The Case Against Suicide Bombing as a Strategy for the Attainment of a Palestinian State

 

 

As violence in Israel and the Occupied Territories spirals out of control, it is worth taking a moment to analyze the current Palestinian strategy of suicide attacks and their effects on the prospects for a Palestinian state.Suicide attacks are being viewed as heroic acts within the Middle East as well as among elements of the Left in both Europe and the USA. Hamas, Islamic Jihad and even the Palestinian Authority praise the suicide bombers as martyrs in their struggle against the Jews in Palestine and Israel.

These attacks have occurred in shopping malls, supermarkets, and restaurants. The attackers have been the uninvited guests at weddings, Passover supper, and bar mitzvahs. They have targeted soldiers and civilians - with the vast majority of attacks being perpetrated against civilians. The attacks have occurred in the Occupied Territories, Jerusalem and Israel proper. The bombs themselves are designed to maximize casualties. Explosives are packed under ball bearings, nails, and nuts and bolts.

While each attack can kill scores of people, many more are maimed and seriously injured - not to mention the psychological trauma experienced by survivors seeing pieces of their friends and loved ones scattered around a hotel dining room or restaurant.

Historically suicide attacks have been the last ditch efforts of the defeated. In 1945, the Imperial Forces of Japan began launching "kamikaze" attacks against advancing Allied forces. At this point Japan had exhausted its supply of experienced fighter pilots, and the "kamikaze" was viewed as the only way to counter Allied air supremacy. As an invasion of the Japanese home islands appeared an eventuality, preparations were being made on the home front to arm children with exploding backpacks and teaching them to overcome their innate fear of foreign faces as the last defense of Japan. During the Vietnam War, the Vietcong used suicide missions against South Vietnamese and American forces in South Vietnam - the Tet Offensive being the most famous.

While American casualties were relatively light, the propaganda victory of the offensive lead to decreasing popular support for the war.So if the tactic failed for the Japanese and succeeded for the North Vietnamese, is it possible for it to succeed for the Palestinians?

The reason it worked for the North Vietnamese is that it exacted a cost that the Americans were no longer willing to pay.From the Palestinian perspective the tactic could work in the Occupied Territories, which most Israelis are willing to give up for a Palestinian state. Many Israelis recognize that the cost of the occupation is too high to bear, and presented with a way out of the morass of the territories, would take it.

However suicide attacks will fail in Israel proper because they threaten the very existence of the Israeli state as well as its Jewish citizens. To use an analogy, one can negotiate with a mugger but not a murderer. A mugger wants something from you but a murderer is intent on killing you. Therefore one will fight less to save one's wallet than one's life.

The Hamas bombing on Passover night proves that Hamas is not intent on being a mugger - it wants to kill Jews. In it's communiqué, found at its website (amazing how terror groups are techno-savvy these days), the "military communiqué" congratulates the murderer for "blast(ing) his pure body amidst a gathering of Jewish settlers who usurped our cities and villages." It then lists the supposed justifications for the attack, including "what the Zionist entity and its ally America call "innocent civilians" are called in our Brigades and our Palestinian people's lexicon settlers and usurpers of our lands. They will only receive death and displacement and if they wish to save their lives they have to pack up and leave before they regret it."


Hamas is not asking the Jews to leave the so-called "occupied territories" - they are calling for Jews to flee the Middle East. The communiqué goes on, stating "Our people do not accept other than Jihad and resistance as the main path to regain usurped rights," and ends with a call for "jihad until either victory or martyrdom".


In such a fight to the death between two people, it is logical that the Israelis would choose the latter path for their adversaries. Although Hamas, Islamic Jihad, and Fatah have access to willing men, women and children to carry their bombs, what they lack is any overall strategy for overcoming a better-armed foe that now views itself fighting for its very existence.


Such a foe has begun a policy of re-occupation that increases the misery of both sides of the conflict while making continued operations more difficult. Sympathizers may perceive terrorist attacks as being the acts of the desperate, but in actuality they are acts designed to minimize retribution. When these acts result in massive retribution, as was seen in the American war in Afghanistan, and the reoccupation of Palestinian Authority lands in the West Bank, they can only be considered failures.
This will not deter the Islamicists who view their struggle as being ordained by god. However it will show the secular leadership such as PLO Chairman Arafat that they cannot ride the coat tails of the terror attacks to Palestinian statehood in the same way that the Taliban government could not achieve legitimacy while sheltering Al-Qaeda. As a consequence the Palestinians are further away from their state than they were before the attacks began.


* [Work required] Reproduce every record exactly as it appears, but not the pictures.

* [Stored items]
--*--
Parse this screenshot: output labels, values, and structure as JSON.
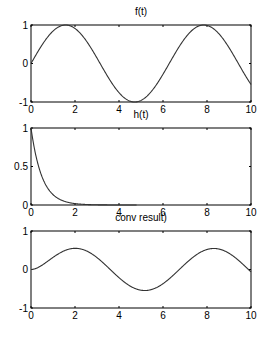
{
  "chart_data": [
    {
      "type": "line",
      "title": "f(t)",
      "function": "sin(t)",
      "x_range": [
        0,
        10
      ],
      "xlim": [
        0,
        10
      ],
      "ylim": [
        -1,
        1
      ],
      "xticks": [
        0,
        2,
        4,
        6,
        8,
        10
      ],
      "yticks": [
        -1,
        0,
        1
      ],
      "xtick_labels": [
        "0",
        "2",
        "4",
        "6",
        "8",
        "10"
      ],
      "ytick_labels": [
        "-1",
        "0",
        "1"
      ],
      "series": [
        {
          "name": "f(t)",
          "x": [
            0,
            1,
            1.57,
            2,
            3,
            4,
            4.71,
            5,
            6,
            7,
            7.85,
            8,
            9,
            10
          ],
          "values": [
            0,
            0.84,
            1,
            0.91,
            0.14,
            -0.76,
            -1,
            -0.96,
            -0.28,
            0.66,
            1,
            0.99,
            0.41,
            -0.54
          ]
        }
      ]
    },
    {
      "type": "line",
      "title": "h(t)",
      "function": "exp(-2t)",
      "x_range": [
        0,
        4.8
      ],
      "xlim": [
        0,
        10
      ],
      "ylim": [
        0,
        1
      ],
      "xticks": [
        0,
        2,
        4,
        6,
        8,
        10
      ],
      "yticks": [
        0,
        0.5,
        1
      ],
      "xtick_labels": [
        "0",
        "2",
        "4",
        "6",
        "8",
        "10"
      ],
      "ytick_labels": [
        "0",
        "0.5",
        "1"
      ],
      "series": [
        {
          "name": "h(t)",
          "x": [
            0,
            0.35,
            0.5,
            1,
            1.5,
            2,
            3,
            4,
            4.8
          ],
          "values": [
            1,
            0.5,
            0.37,
            0.14,
            0.05,
            0.02,
            0.0,
            0.0,
            0.0
          ]
        }
      ]
    },
    {
      "type": "line",
      "title": "conv result)",
      "function": "conv(f,h)",
      "x_range": [
        0,
        10
      ],
      "xlim": [
        0,
        10
      ],
      "ylim": [
        -1,
        1
      ],
      "peak": 0.55,
      "xticks": [
        0,
        2,
        4,
        6,
        8,
        10
      ],
      "yticks": [
        -1,
        0,
        1
      ],
      "xtick_labels": [
        "0",
        "2",
        "4",
        "6",
        "8",
        "10"
      ],
      "ytick_labels": [
        "-1",
        "0",
        "1"
      ],
      "series": [
        {
          "name": "conv result",
          "x": [
            0,
            1,
            2.1,
            3,
            4,
            5.3,
            6,
            7,
            8.5,
            9,
            10
          ],
          "values": [
            0,
            0.27,
            0.55,
            0.42,
            0.0,
            -0.55,
            -0.45,
            -0.05,
            0.55,
            0.49,
            0.02
          ]
        }
      ]
    }
  ]
}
--*--
* [Solution for this task]
Parse this screenshot: output labels, values, and structure as JSON.
{
  "chart_data": [
    {
      "type": "line",
      "title": "f(t)",
      "function": "sin(t)",
      "x_range": [
        0,
        10
      ],
      "xlim": [
        0,
        10
      ],
      "ylim": [
        -1,
        1
      ],
      "xticks": [
        0,
        2,
        4,
        6,
        8,
        10
      ],
      "yticks": [
        -1,
        0,
        1
      ],
      "xtick_labels": [
        "0",
        "2",
        "4",
        "6",
        "8",
        "10"
      ],
      "ytick_labels": [
        "-1",
        "0",
        "1"
      ],
      "series": [
        {
          "name": "f(t)",
          "x": [
            0,
            1,
            1.57,
            2,
            3,
            4,
            4.71,
            5,
            6,
            7,
            7.85,
            8,
            9,
            10
          ],
          "values": [
            0,
            0.84,
            1,
            0.91,
            0.14,
            -0.76,
            -1,
            -0.96,
            -0.28,
            0.66,
            1,
            0.99,
            0.41,
            -0.54
          ]
        }
      ]
    },
    {
      "type": "line",
      "title": "h(t)",
      "function": "exp(-2t)",
      "x_range": [
        0,
        4.8
      ],
      "xlim": [
        0,
        10
      ],
      "ylim": [
        0,
        1
      ],
      "xticks": [
        0,
        2,
        4,
        6,
        8,
        10
      ],
      "yticks": [
        0,
        0.5,
        1
      ],
      "xtick_labels": [
        "0",
        "2",
        "4",
        "6",
        "8",
        "10"
      ],
      "ytick_labels": [
        "0",
        "0.5",
        "1"
      ],
      "series": [
        {
          "name": "h(t)",
          "x": [
            0,
            0.35,
            0.5,
            1,
            1.5,
            2,
            3,
            4,
            4.8
          ],
          "values": [
            1,
            0.5,
            0.37,
            0.14,
            0.05,
            0.02,
            0.0,
            0.0,
            0.0
          ]
        }
      ]
    },
    {
      "type": "line",
      "title": "conv result)",
      "function": "conv(f,h)",
      "x_range": [
        0,
        10
      ],
      "xlim": [
        0,
        10
      ],
      "ylim": [
        -1,
        1
      ],
      "peak": 0.55,
      "xticks": [
        0,
        2,
        4,
        6,
        8,
        10
      ],
      "yticks": [
        -1,
        0,
        1
      ],
      "xtick_labels": [
        "0",
        "2",
        "4",
        "6",
        "8",
        "10"
      ],
      "ytick_labels": [
        "-1",
        "0",
        "1"
      ],
      "series": [
        {
          "name": "conv result",
          "x": [
            0,
            1,
            2.1,
            3,
            4,
            5.3,
            6,
            7,
            8.5,
            9,
            10
          ],
          "values": [
            0,
            0.27,
            0.55,
            0.42,
            0.0,
            -0.55,
            -0.45,
            -0.05,
            0.55,
            0.49,
            0.02
          ]
        }
      ]
    }
  ]
}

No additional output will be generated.